Can May bring clarity to the Brexit vote?

The Sunday papers are full of speculation about what precisely Theresa May is going to announce at this week's Tory Conference.

Tory spin doctors say she will be unveiling a great reform bill putting all EU law onto our statute book. They do not say if this means all EU laws and regulations or whether ideologically inconvenient laws will be quietly forgotten about. Elsewhere there are demands that May use her speech to name the Brexit date.

There are still many divisions within the Conservatives however, as to how they will go about meeting the demands of the British people as expresed in June's referendum.

The Guardian reports that Anna Soubry, a former Business Minister, has voiced concerns about the responsibility for Brexit given to Liam Fox, Boris Johnson and David Davis, saying it was “really worrying these are the senior people who have the future of our country in their hands”:

In the run-up to the Conservative party conference in Birmingham this weekend, Anna Soubry reserved particular criticism for Fox, branding his speech on free trade in Manchester on Thursday “delusional”.
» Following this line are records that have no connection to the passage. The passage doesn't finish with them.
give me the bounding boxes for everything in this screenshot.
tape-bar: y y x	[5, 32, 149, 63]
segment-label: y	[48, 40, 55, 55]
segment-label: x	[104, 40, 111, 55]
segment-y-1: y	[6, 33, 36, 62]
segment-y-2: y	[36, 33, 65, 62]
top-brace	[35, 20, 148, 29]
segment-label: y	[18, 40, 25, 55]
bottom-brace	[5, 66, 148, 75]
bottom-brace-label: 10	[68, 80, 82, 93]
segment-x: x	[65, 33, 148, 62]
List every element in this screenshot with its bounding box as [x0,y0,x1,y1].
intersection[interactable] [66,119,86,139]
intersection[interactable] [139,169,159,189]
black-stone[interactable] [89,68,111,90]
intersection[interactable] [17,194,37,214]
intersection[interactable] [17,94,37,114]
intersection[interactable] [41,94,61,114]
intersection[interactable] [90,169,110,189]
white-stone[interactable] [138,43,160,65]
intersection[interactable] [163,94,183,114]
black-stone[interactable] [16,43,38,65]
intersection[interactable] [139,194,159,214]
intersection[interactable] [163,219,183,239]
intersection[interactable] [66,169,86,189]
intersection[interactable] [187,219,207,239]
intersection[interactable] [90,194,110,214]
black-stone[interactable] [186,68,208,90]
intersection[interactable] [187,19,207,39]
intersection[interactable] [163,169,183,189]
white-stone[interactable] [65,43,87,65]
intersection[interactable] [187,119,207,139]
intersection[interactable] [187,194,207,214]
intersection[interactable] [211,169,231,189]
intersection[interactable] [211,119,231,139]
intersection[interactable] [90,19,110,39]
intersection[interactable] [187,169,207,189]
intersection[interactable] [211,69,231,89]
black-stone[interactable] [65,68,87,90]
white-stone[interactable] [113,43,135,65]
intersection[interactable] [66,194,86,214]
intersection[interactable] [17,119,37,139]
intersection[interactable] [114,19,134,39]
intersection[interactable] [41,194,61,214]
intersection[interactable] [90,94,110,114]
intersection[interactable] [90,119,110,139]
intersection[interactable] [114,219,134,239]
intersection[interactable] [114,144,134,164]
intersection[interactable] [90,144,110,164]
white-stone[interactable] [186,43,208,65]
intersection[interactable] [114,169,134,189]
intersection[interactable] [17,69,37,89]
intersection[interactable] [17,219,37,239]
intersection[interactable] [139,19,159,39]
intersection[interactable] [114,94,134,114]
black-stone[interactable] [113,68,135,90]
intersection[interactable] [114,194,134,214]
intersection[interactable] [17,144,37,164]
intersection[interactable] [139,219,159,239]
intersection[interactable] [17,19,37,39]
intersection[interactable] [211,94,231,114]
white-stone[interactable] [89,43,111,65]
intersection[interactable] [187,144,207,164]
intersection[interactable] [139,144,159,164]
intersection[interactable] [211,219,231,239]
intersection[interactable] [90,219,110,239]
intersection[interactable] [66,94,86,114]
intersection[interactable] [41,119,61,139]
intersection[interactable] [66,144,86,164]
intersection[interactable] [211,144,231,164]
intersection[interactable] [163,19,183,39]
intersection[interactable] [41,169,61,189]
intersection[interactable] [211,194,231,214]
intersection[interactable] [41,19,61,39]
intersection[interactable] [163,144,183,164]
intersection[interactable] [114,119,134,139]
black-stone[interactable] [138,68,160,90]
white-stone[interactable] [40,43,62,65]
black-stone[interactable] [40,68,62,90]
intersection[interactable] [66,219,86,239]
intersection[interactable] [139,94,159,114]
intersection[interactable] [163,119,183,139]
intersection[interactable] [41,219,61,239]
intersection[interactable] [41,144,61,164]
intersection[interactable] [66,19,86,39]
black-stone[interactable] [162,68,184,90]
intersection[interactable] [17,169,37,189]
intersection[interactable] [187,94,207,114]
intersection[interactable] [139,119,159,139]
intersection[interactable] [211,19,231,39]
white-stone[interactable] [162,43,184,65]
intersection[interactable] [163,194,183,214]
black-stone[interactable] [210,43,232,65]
The former business minister, who sat in cabinet until July, said Theresa May was a voice of sanity following the referendum, but that the prime minister needed to explain even in “broad terms” what she wanted out of Brexit, as three months later we are “no further forward, and it’s her job to lead us”.

“Liam Fox’s speech this week was very worrying; in fact, it was delusional,” she told the Guardian. “How can we have ‘freer’ free trade? Let’s get real, for God’s sake. It’s really worrying that these are the senior people who have the future of our country in their hands. May is the voice of sanity, and without her I don’t know where the three Brexiteers would take us.”

The paper says that Fox’s grasp of trade law also came under attack from Sir David Edward, a former judge in the European court of justice who is advising the Scottish government on Brexit:

Edward challenged Fox’s claim that the UK would keep the EU’s existing tariff schedule when it leaves the bloc.

“Nobody who understands trade law could have possibly have said what he said,” he told an MLex Competition conference.

“And as an economist has said, there is no such thing in today’s world as free trade or a free trade agreement, there is only managed trade or participation in a regulated market, and that is quite important. The notion that we can get back to some kind of Victorian liberal notion of totally free trade I think is totally misleading.”

May might have set a trap for the three Brexiteers by handing them key jobs but is the UK economy who will pay for their failings.